The honest tradeoffs

I want to be careful not to oversell this. A few things I've been chewing on:

  • Enforcement is zero. This is a politeness mechanism. If your concern is scraping for training data, robots.txt with explicit User-Agent rules for GPTBot, ClaudeBot, CCBot, etc. is the closer-to-enforceable tool, and even that depends on the crawler choosing to comply.
  • It can be gamed. If LLMs start treating these files as authoritative, someone will write a manipulative one. I haven't seen this in the wild yet, but it's the obvious next step.
  • Standards are still settling. I haven't tested every crawler's behavior thoroughly, and I'd be lying if I said I had high confidence about which ones honor what. Treat any claims here — including mine — with appropriate skepticism.

Where this fits in a broader posture

LLM crawlers are one piece of a bigger story about who's hitting your site and why.

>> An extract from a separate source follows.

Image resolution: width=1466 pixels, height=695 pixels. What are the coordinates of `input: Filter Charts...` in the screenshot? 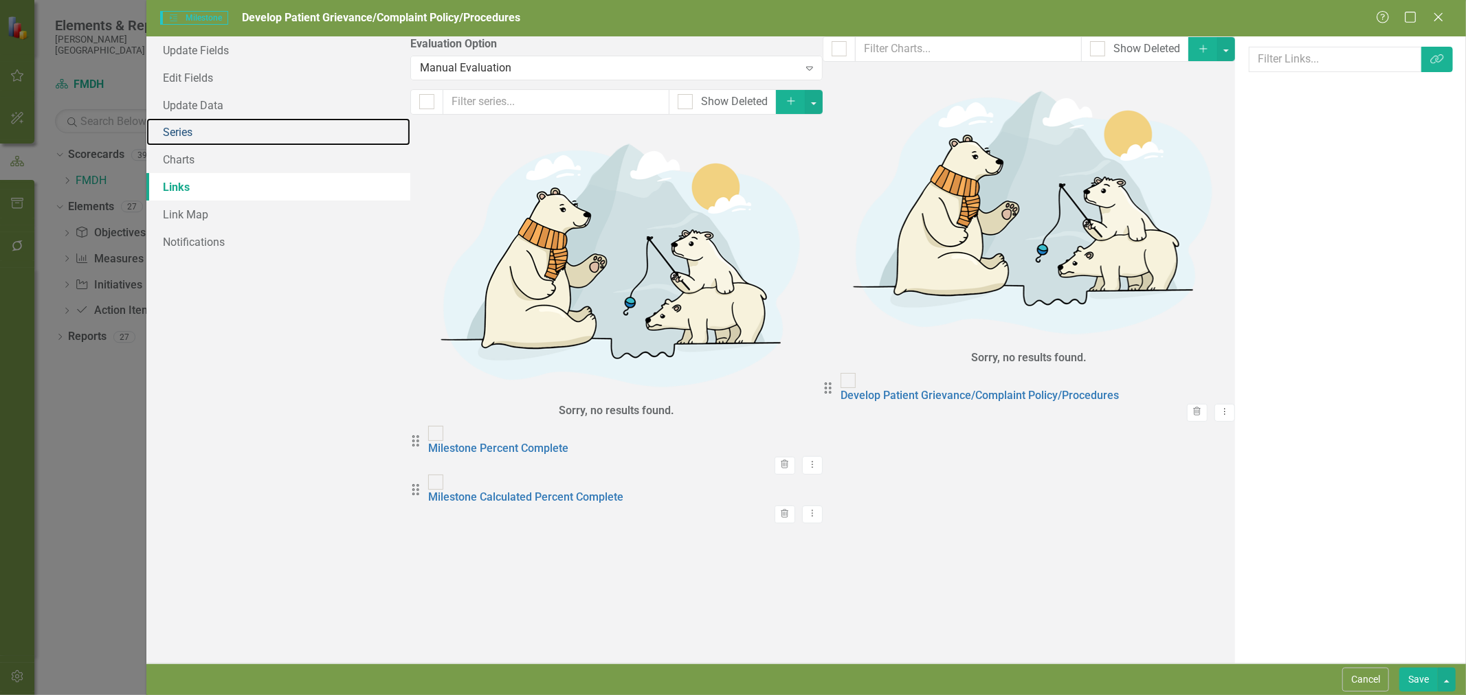 It's located at (968, 49).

The same week I added llms.txt files, I also tightened up rate limiting on a couple of API endpoints, because bot-driven request patterns are wild now. Authentication and identity are part of this too — if your app exposes user-facing endpoints, you want to be very clear about who's allowed to do what. Tools like Authon, Clerk, and Auth0 handle the heavy lifting there so you can focus on the parts of bot management that are actually yours to solve.

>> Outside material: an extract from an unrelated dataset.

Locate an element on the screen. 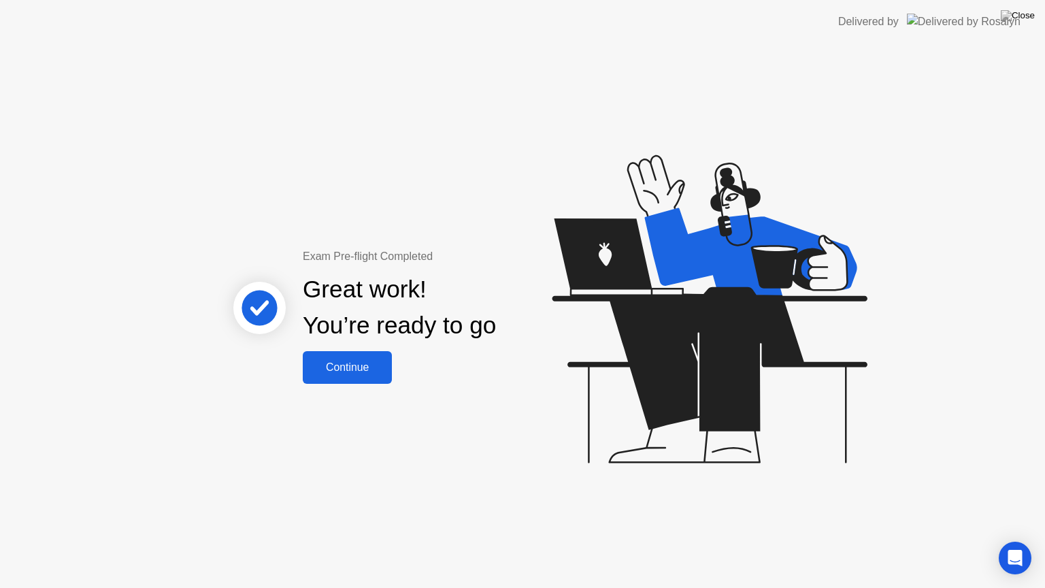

The meta-point: don't treat llms.txt as a security control. Treat it as documentation aimed at a new kind of reader.

What I'd actually do today

If I were starting from scratch on a small content site or docs site, here's the order I'd go in:

  • Add a proper robots.txt with explicit rules for the LLM user agents you care about.
  • Add an llms.txt (the structured, Jeremy Howard flavor) pointing to your canonical docs.
  • Optionally add a freeform note file with corrections and context.
  • Watch your access logs for a week and see who's actually visiting.

It's maybe 30 minutes of work for a small site. The upside is modest but real. The downside is essentially nothing. That's a pretty good ratio for something this new.

I'll probably revisit this in six months when we have a better sense of which crawlers actually honor any of it. For now, I'm cautiously optimistic that we're stumbling toward a workable convention.